[R-sig-ME] glmmPQL crashes on inclusion of corSpatial object
Ben Bolker
bbolker at gmail.com
Mon Jul 25 23:01:43 CEST 2016
that's amazing! thank you.
On 16-07-25 04:56 PM, Thierry Onkelinx wrote:
> Dear Patrick,
>
> I've put a quick and dirty example of your model fit with INLA on
> http://rpubs.com/INBOstats/spde
>
> Best regards,
>
> ir.
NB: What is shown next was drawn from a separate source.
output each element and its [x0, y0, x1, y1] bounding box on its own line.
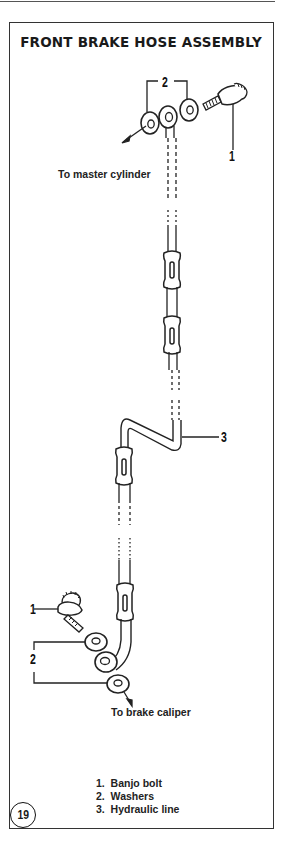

Thierry Onkelinx
> Instituut voor natuur- en bosonderzoek / Research Institute for Nature and
> Forest
> team Biometrie & Kwaliteitszorg / team Biometrics & Quality Assurance
> Kliniekstraat 25
> 1070 Anderlecht
> Belgium
>
> To call in the statistician after the experiment is done may be no more
> than asking him to perform a post-mortem examination: he may be able to say
> what the experiment died of. ~ Sir Ronald Aylmer Fisher
> The plural of anecdote is not data. ~ Roger Brinner
> The combination of some data and an aching desire for an answer does not
> ensure that a reasonable answer can be extracted from a given body of data.
> ~ John Tukey
>
> 2016-07-25 15:38 GMT+02:00 Patrick Johann Schratz <patrick.schratz at gmail.com
>> :
>
>> Dear Thierry,
>>
>> thanks for your answer.
>>
>> I also recognized that the spatial correlation structure is causing the
>> problems as the random effects seem to work without any problems when
>> omitting the spatial correlations part.
>> However, trying the formula with a random effect of 2 levels
>> (=evaluation) instead of 4(=date) works:
>>
>> /fit <- glmmPQL(fo, random = ~1 | evaluation, data = d, //
>> // correlation = correl, family = binomial)/
>>
>> Which gives me troubles tracking down the problem. glmmPQL should be
>> able to handle 4 level random effects in combination with spatial
>> correlation structures?
>>
>> Setting "fixed = TRUE" in the corSpatial setup still causes the fitting
>> of glmmPQL() to break in my case (with "date" as random effect). Did you
>> also change other values of the corSpatial setup?
>>
>> Thanks for your link to the R-INLA package. Looks very promising.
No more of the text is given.